Full Report for Listed Buildings
Summary Description of a Listed Buildings
Date of Designation
29/03/2000
Date of Amendment
29/03/2000
Name of Property
River Lock and attached bridges at Red Jacket Pill
Unitary Authority
Neath Port Talbot
Location
Beside a footpath on the E side of the Tennant Canal, S of the Jersey Marine Gas Works and W of the M4.
History
A barge lock constructed in 1817-18 by the engineer William Kirkhouse. It allowed vessels of up to 61 tonnes to lock out of the River Neath and reach Swansea by means of a canal cut in the 1780s that was superseded by the Tennant Canal, which opened in 1824.
Exterior
The lock chamber is composed of coursed rubble stone with large dressed coping stones.

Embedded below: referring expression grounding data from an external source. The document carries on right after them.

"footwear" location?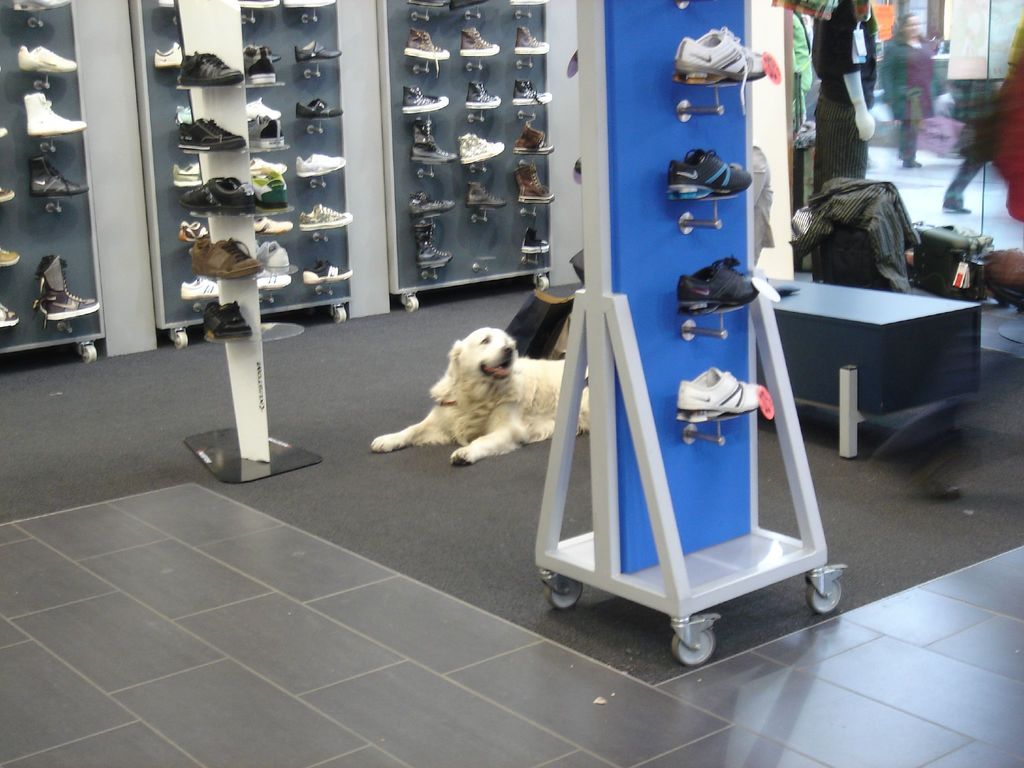
[left=0, top=299, right=17, bottom=325]
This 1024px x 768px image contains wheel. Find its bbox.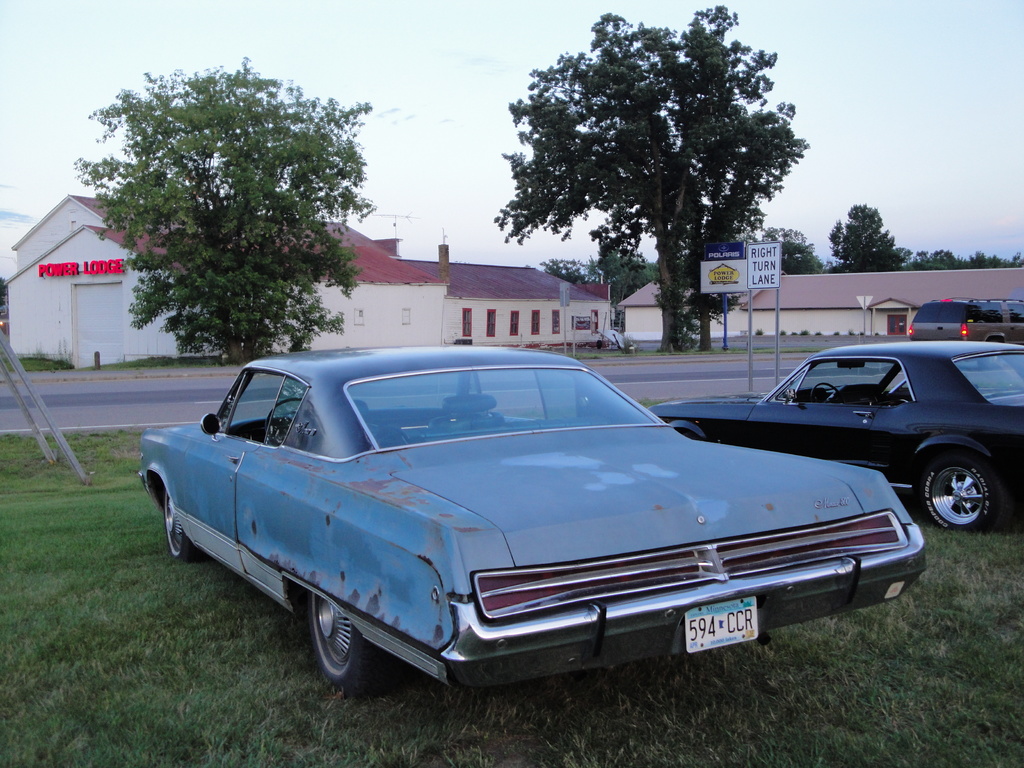
(911,457,1004,532).
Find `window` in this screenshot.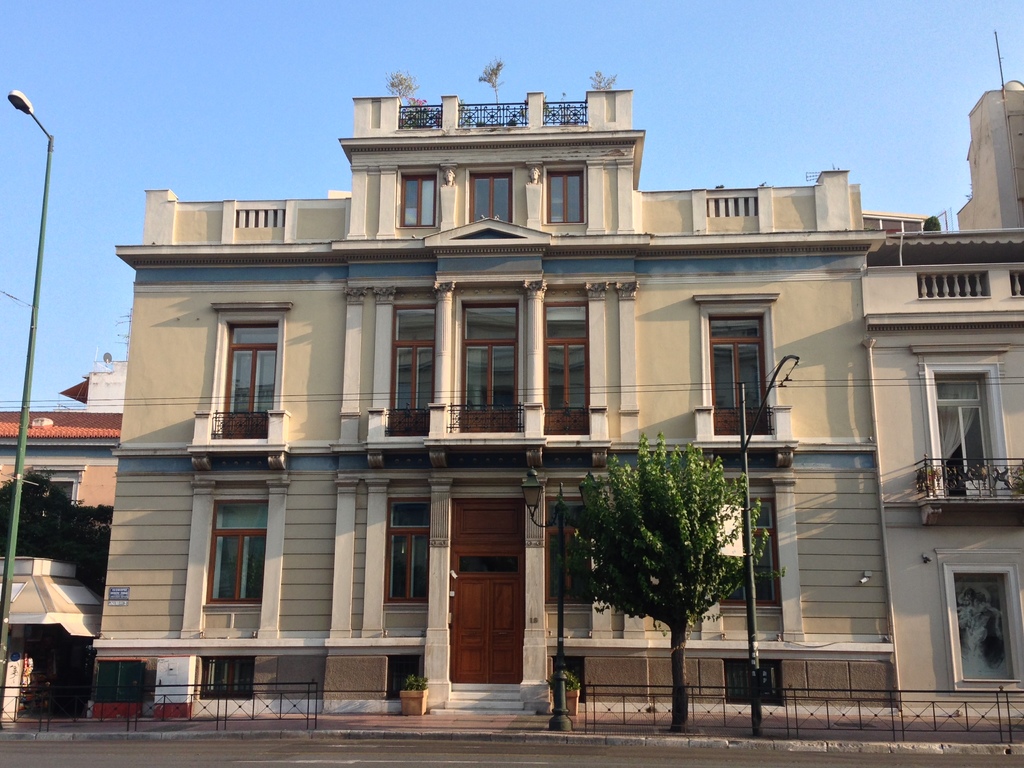
The bounding box for `window` is 387, 651, 424, 699.
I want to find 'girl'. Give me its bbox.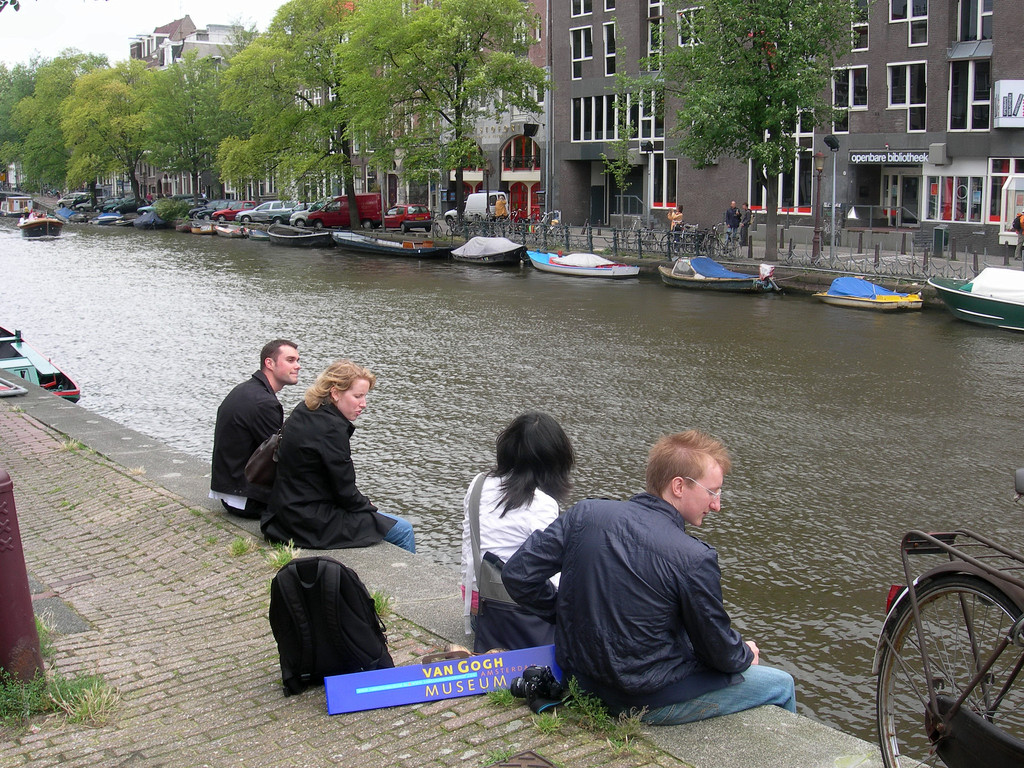
260 360 417 552.
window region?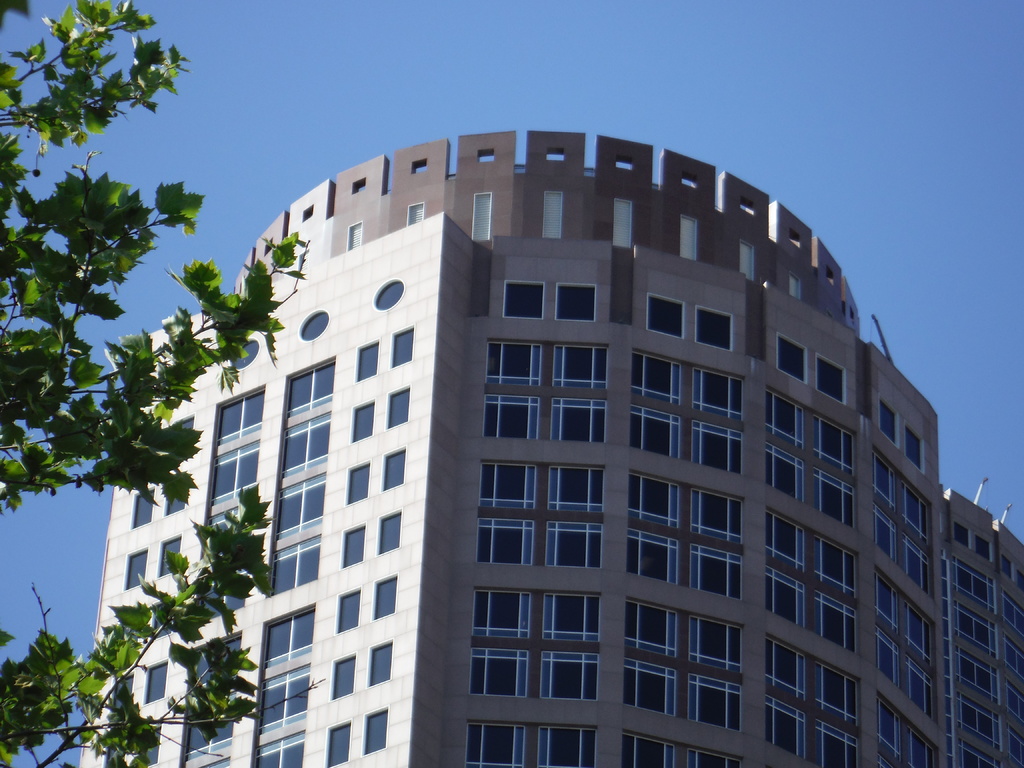
bbox=(772, 324, 812, 388)
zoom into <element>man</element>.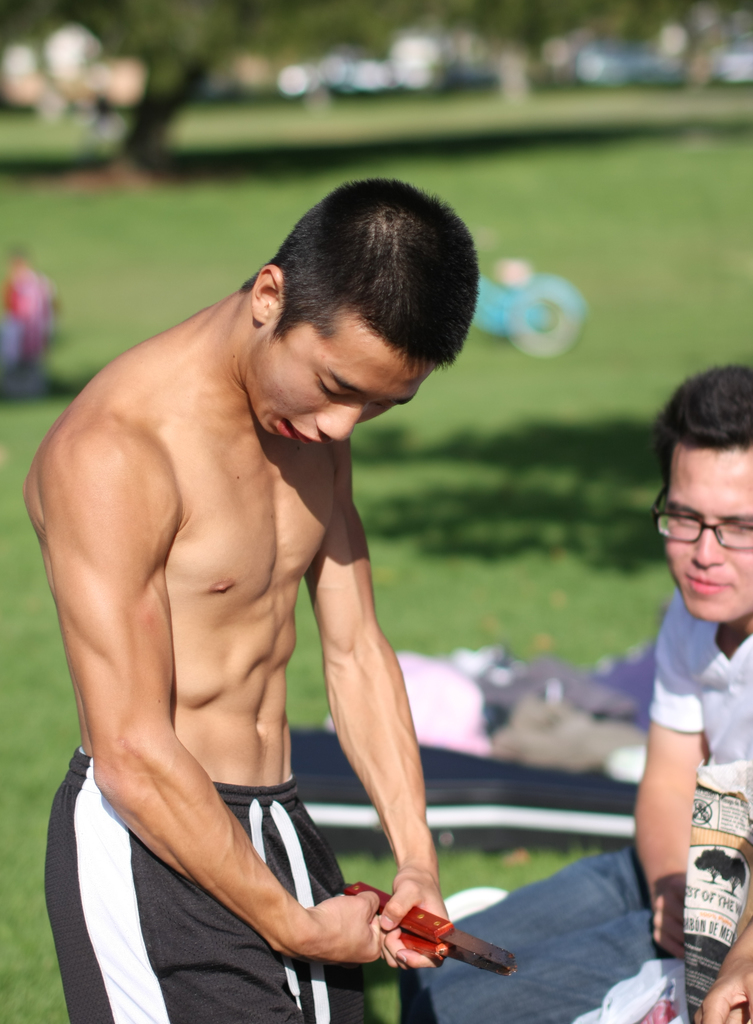
Zoom target: bbox(35, 164, 509, 1008).
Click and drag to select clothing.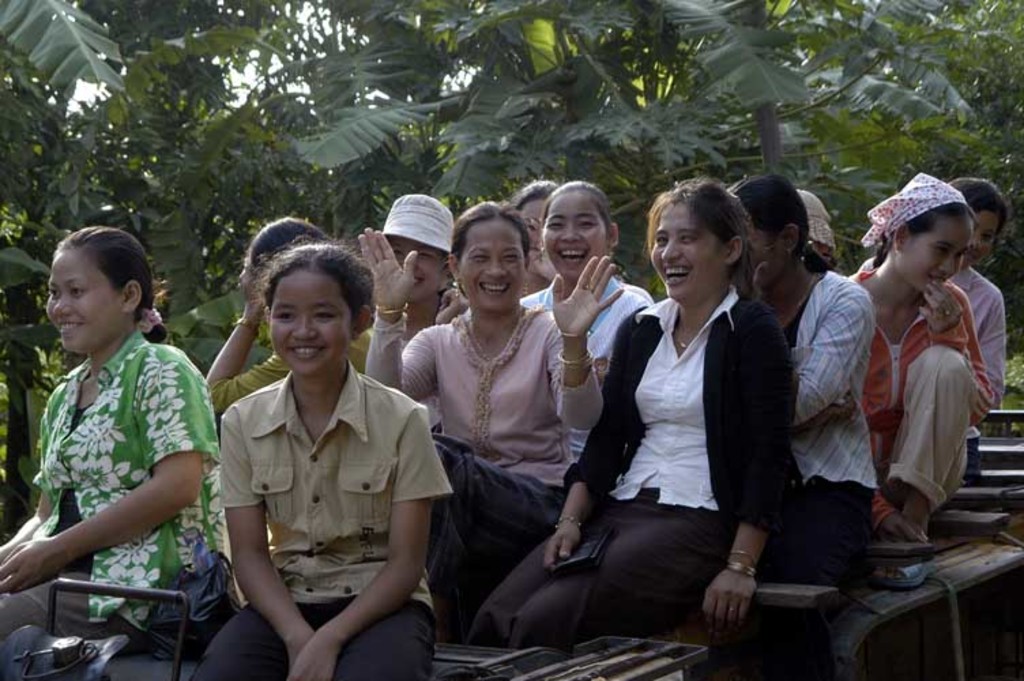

At the narrower NE (river) end are rebates for the lock gates, that survive partly in situ. Beyond the gates the walls curve outwards and terminate, with a later copper-slag wall added on the S side. The SW (canal) end of the lock chamber is similar, with rebates and the partial survival of the lock gates. Beyond the lock gates is a 2-span rubble-stone bridge with segmental arch ring above the entrance to the lock and a second arch on the S side over the canal built in the 1780s, of which a canal-side wall survives in part. Beyond the lock gates the lock walls curve outwards as they do on the NE side. A later rubble stone revetment is on the N side. The bridge retains its parapet with copper-slag coping only partly on the N side. On the SE side the parapet, with copper-slag coping, curves outwards and uphill. The deck is missing from the bridge and is covered with vegetation.
Reason for designation
Listed for industrial archaeological interest as a well-preserved early river lock.